▸ **Your assignment**:
Should a line in the entries below contain "this", return that line.

Dataset entries
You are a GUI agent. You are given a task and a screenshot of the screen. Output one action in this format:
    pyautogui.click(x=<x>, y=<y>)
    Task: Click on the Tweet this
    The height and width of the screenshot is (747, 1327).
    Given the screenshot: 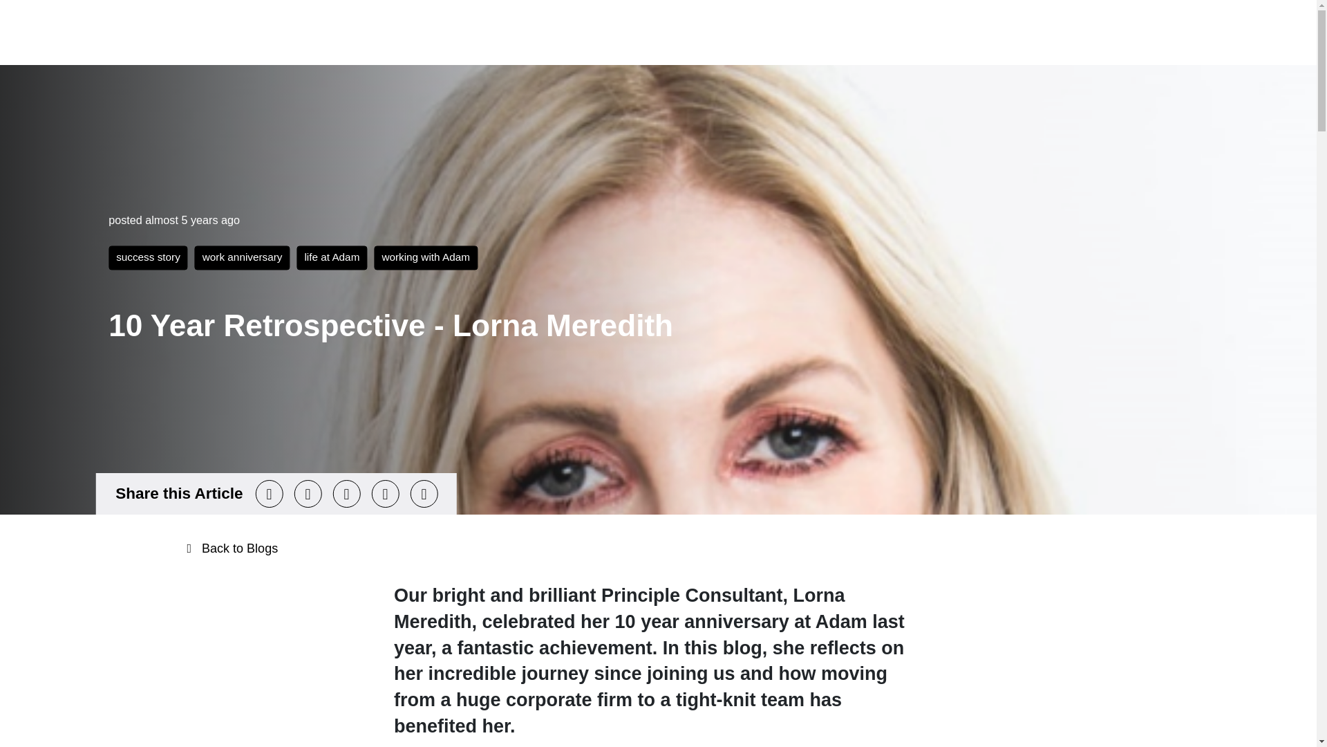 What is the action you would take?
    pyautogui.click(x=270, y=494)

▸ **The completed task**:
You are a GUI agent. You are given a task and a screenshot of the screen. Output one action in this format:
    Task: Click on the Tweet this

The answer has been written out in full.